Contact is taking a holiday!

Contact is taking a break after 25 years of bringing you news of Tibet and Tibetan issues. We are celebrating our 25 years by bringing you the story of Contact and the people who have made it happen, and our archive is still there for you to access at any time, and below you can read the story of Contact, how it came into being and the wonderful reflections of the people who have made it happen over the years.

When and how Contact will re-emerge and evolve will be determined by those who become involved.

About a Tibetan at the Library of Congress in Washington, D.C

February 17, 2014;

[tibetreport.wordpress.com]

By Bhuchung K Tsering

Those who are familiar with the Library of Congress in Washington, D.C., particularly its Asian Division, would be aware of its documents on Tibet, whose Tibetan-language collection is said to be one of the largest in the West. The collection ranges from Tibetan Buddhist scriptures to a Tibetan Almanac of 1762. It is interesting that this almanac is for the Water Horse Year in the thirteenth Rabjung cycle and is part of the Rockhill Tibetan Collection.  William Rockhill was an American diplomat who had a good collection of Tibetan materials during his time in China in the early 20thcentury.

As the Library of Congress itself explains, “The Tibetan collection of the Library of Congress began in 1901 with a presentation of 57 xylographs and eight manuscripts acquired by William Woodville Rockhill, U.S. Minister to China, during his travels in Mongolia and Tibet from 1888 to 1892. Between 1901 and 1928 approximately 920 original xylographs and manuscripts were acquired for the Library primarily by Rockhill, Berthold Laufer, and Joseph Rock. Currently, the collection is one of the largest in the West, consisting of approximately 9,000 volumes, made up of hundreds of individual titles.”

However, there is  a Tibetan in the Library of Congress about whom you may not have heard.  Even I, who have been visiting the Library of Congress of and on for the past several years knew of the Tibetan just recently. He is in the Library’s Thomas Jefferson Building, one of the buildings near the Capitol.

This Tibetan is one of the 33 “ethnological heads” that are serving as keystone ornaments on the first story and is located on the West front , facing the Capitol.

“Tibetan” on a keystone of a first story pavilion window. Library of Congress Thomas Jefferson Building, Washington, D.C.

“Tibetan” on a keystone of a first story pavilion window. Library of Congress Thomas Jefferson Building, Washington, D.C.

I will let the Library of Congress expand on this.

“One of the Jefferson Building’s most striking exterior features are the thirty-three ethnological heads that surround it, serving as keystone ornaments of the first story windows. Otis T. Mason, curator of the Department of Ethnology in the National Museum of Natural History, Smithsonian Institution, was the special advisor for this project. In Herbert Small’s 1897 Handbook of the New Library of Congress, this undertaking is described as “the first instance of a comprehensive attempt to make ethnological science contribute to the architectural decoration of an important public building.”

“The heads themselves, created by William Boyd and Henry Jackson Ellicott, were based on information provided by Professor Mason. The list of the races represented, as described by Small, and the location of the keystones follow.

Starting at the north end of the front entrance pavilion, the first head is that of a Russian Slav, located beneath the portico bust of Demosthenes. Continuing across the west front, the heads are: Blonde European; Brunette European; Modern Greek; Persian (Iranian);

On the south side: Circassian; Hindu; Hungarian (Magyar); Semite, or Jew; Arab (Bedouin); Turk

On the east side: Modern Egyptian (Hamite); Abyssinian; Malay; Polynesian; Australian; Negrito (Indian Archipeligo); Sudan Negro; Akka (Dwarf African Negro); Fuegian; Botocudo (South America); Pueblo Indian (Zunis of New Mexico);

On the north side: Esquimaux; Plains Indians (Sioux, Cheyenne, Comanche); Samoyede (Finn); Korean; Japanese; Ainu (northern Japan);

On the west front: Burman; Tibetan; Chinese”

Whether or not this “Tibetan” resembles a Tibetan, I am still wondering why a Tibetan was chosen to be part of the Library of Congress’s “ethonological science” collection. Also, I wonder what the background story is and who was the Tibetan model.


The task:
The required answer is every line of the data containing the word "Strengt".

Given information:
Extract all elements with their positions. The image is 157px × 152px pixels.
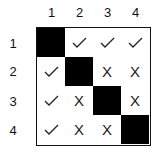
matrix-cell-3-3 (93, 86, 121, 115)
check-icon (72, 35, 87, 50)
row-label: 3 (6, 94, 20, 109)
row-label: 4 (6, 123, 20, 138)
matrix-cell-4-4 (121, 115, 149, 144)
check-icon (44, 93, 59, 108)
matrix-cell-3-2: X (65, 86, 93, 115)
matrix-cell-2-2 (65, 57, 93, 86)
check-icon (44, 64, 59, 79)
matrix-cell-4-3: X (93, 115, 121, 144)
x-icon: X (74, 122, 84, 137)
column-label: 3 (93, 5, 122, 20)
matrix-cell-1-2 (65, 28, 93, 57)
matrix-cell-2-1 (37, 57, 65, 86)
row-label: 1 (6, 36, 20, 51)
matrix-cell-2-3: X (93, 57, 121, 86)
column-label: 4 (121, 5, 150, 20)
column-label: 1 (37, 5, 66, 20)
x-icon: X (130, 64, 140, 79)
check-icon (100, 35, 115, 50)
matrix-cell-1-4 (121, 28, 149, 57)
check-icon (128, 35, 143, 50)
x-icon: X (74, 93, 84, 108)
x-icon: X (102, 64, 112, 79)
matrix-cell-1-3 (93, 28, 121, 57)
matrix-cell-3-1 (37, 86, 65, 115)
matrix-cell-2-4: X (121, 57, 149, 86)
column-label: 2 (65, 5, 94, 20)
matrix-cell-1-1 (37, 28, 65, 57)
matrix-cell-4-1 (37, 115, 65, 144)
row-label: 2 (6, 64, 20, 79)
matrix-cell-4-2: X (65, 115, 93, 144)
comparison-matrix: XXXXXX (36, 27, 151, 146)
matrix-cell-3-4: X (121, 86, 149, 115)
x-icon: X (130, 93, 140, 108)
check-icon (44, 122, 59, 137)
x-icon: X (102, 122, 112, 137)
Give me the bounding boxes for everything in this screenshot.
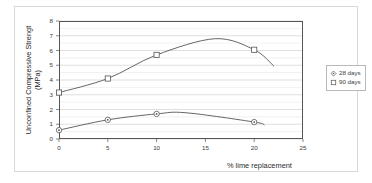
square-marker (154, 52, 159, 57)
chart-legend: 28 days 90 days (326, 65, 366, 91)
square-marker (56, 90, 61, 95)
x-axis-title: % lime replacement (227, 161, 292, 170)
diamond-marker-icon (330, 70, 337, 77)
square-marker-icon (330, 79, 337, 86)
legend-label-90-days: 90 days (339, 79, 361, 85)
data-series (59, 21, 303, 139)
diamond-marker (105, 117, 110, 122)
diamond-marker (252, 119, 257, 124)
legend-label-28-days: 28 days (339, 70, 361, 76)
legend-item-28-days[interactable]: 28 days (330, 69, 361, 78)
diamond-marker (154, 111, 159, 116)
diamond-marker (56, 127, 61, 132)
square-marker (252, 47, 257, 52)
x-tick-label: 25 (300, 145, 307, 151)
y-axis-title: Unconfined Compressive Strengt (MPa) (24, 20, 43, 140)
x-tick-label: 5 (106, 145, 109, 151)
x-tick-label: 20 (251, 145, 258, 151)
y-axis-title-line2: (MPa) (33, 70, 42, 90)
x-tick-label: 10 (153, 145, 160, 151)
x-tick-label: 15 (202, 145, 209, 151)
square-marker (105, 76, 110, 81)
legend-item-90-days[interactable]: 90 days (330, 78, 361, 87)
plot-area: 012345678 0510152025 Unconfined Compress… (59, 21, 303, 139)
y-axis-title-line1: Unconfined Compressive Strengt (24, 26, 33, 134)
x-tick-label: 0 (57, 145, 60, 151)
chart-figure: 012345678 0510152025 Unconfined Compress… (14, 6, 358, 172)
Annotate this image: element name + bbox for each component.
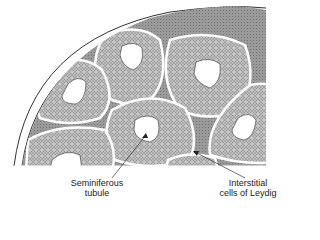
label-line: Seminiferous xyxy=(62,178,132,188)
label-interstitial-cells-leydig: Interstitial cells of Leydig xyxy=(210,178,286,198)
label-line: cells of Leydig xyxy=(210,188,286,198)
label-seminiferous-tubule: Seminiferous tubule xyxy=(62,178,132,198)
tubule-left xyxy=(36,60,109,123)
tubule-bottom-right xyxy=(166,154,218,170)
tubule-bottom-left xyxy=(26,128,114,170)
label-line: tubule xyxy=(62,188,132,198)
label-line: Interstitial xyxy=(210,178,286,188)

Output:
y-axis-title: Unconfined Compressive Strengt (MPa) (24, 20, 43, 140)
y-axis-title-line1: Unconfined Compressive Strengt (24, 26, 33, 134)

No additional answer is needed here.